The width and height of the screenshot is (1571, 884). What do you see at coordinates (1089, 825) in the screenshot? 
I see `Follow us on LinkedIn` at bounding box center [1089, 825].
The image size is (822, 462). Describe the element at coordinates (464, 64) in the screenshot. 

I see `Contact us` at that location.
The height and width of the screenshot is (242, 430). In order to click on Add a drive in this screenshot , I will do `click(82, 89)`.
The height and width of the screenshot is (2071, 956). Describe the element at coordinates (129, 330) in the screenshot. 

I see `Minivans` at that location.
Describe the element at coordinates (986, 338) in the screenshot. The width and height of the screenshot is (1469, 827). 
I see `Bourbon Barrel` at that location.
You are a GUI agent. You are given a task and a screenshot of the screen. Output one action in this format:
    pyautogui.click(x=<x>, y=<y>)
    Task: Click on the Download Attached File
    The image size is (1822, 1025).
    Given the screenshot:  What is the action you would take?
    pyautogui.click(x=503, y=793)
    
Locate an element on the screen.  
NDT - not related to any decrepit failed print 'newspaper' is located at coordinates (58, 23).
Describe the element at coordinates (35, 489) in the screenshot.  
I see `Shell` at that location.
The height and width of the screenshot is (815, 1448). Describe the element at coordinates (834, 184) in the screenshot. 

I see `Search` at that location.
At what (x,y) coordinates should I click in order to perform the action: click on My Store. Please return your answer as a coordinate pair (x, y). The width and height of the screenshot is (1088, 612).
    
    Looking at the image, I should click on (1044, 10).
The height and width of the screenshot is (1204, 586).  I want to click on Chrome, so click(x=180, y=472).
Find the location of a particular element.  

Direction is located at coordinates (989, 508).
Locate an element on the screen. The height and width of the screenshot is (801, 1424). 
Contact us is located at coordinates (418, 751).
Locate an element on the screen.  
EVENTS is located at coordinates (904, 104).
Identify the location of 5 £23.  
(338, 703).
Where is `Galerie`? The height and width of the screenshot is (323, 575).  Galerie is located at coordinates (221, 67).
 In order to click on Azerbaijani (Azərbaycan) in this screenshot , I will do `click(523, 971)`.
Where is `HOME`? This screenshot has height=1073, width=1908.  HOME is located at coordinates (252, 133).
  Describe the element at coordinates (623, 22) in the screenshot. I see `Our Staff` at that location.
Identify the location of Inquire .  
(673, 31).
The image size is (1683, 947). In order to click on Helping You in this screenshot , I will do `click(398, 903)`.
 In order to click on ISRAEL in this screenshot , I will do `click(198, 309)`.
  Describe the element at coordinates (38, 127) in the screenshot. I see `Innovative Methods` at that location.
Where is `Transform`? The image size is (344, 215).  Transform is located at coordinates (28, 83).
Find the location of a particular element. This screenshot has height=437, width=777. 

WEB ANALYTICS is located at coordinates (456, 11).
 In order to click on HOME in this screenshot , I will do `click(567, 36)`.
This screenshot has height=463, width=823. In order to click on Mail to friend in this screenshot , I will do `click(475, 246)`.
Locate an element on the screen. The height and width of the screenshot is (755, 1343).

+ + + + +

Please restate the data word for word, every record included.

The width and height of the screenshot is (1571, 884). What do you see at coordinates (1089, 825) in the screenshot? 
I see `Follow us on LinkedIn` at bounding box center [1089, 825].
The image size is (822, 462). Describe the element at coordinates (464, 64) in the screenshot. 

I see `Contact us` at that location.
The height and width of the screenshot is (242, 430). In order to click on Add a drive in this screenshot , I will do `click(82, 89)`.
The height and width of the screenshot is (2071, 956). Describe the element at coordinates (129, 330) in the screenshot. 

I see `Minivans` at that location.
Describe the element at coordinates (986, 338) in the screenshot. The width and height of the screenshot is (1469, 827). 
I see `Bourbon Barrel` at that location.
You are a GUI agent. You are given a task and a screenshot of the screen. Output one action in this format:
    pyautogui.click(x=<x>, y=<y>)
    Task: Click on the Download Attached File
    The image size is (1822, 1025).
    Given the screenshot:  What is the action you would take?
    pyautogui.click(x=503, y=793)
    
Locate an element on the screen.  
NDT - not related to any decrepit failed print 'newspaper' is located at coordinates (58, 23).
Describe the element at coordinates (35, 489) in the screenshot.  
I see `Shell` at that location.
The height and width of the screenshot is (815, 1448). Describe the element at coordinates (834, 184) in the screenshot. 

I see `Search` at that location.
At what (x,y) coordinates should I click in order to perform the action: click on My Store. Please return your answer as a coordinate pair (x, y). The width and height of the screenshot is (1088, 612).
    
    Looking at the image, I should click on (1044, 10).
The height and width of the screenshot is (1204, 586).  I want to click on Chrome, so click(x=180, y=472).
Find the location of a particular element.  

Direction is located at coordinates (989, 508).
Locate an element on the screen. The height and width of the screenshot is (801, 1424). 
Contact us is located at coordinates (418, 751).
Locate an element on the screen.  
EVENTS is located at coordinates (904, 104).
Identify the location of 5 £23.  
(338, 703).
Where is `Galerie`? The height and width of the screenshot is (323, 575).  Galerie is located at coordinates (221, 67).
 In order to click on Azerbaijani (Azərbaycan) in this screenshot , I will do `click(523, 971)`.
Where is `HOME`? This screenshot has height=1073, width=1908.  HOME is located at coordinates (252, 133).
  Describe the element at coordinates (623, 22) in the screenshot. I see `Our Staff` at that location.
Identify the location of Inquire .  
(673, 31).
The image size is (1683, 947). In order to click on Helping You in this screenshot , I will do `click(398, 903)`.
 In order to click on ISRAEL in this screenshot , I will do `click(198, 309)`.
  Describe the element at coordinates (38, 127) in the screenshot. I see `Innovative Methods` at that location.
Where is `Transform`? The image size is (344, 215).  Transform is located at coordinates (28, 83).
Find the location of a particular element. This screenshot has height=437, width=777. 

WEB ANALYTICS is located at coordinates (456, 11).
 In order to click on HOME in this screenshot , I will do `click(567, 36)`.
This screenshot has height=463, width=823. In order to click on Mail to friend in this screenshot , I will do `click(475, 246)`.
Locate an element on the screen. The height and width of the screenshot is (755, 1343).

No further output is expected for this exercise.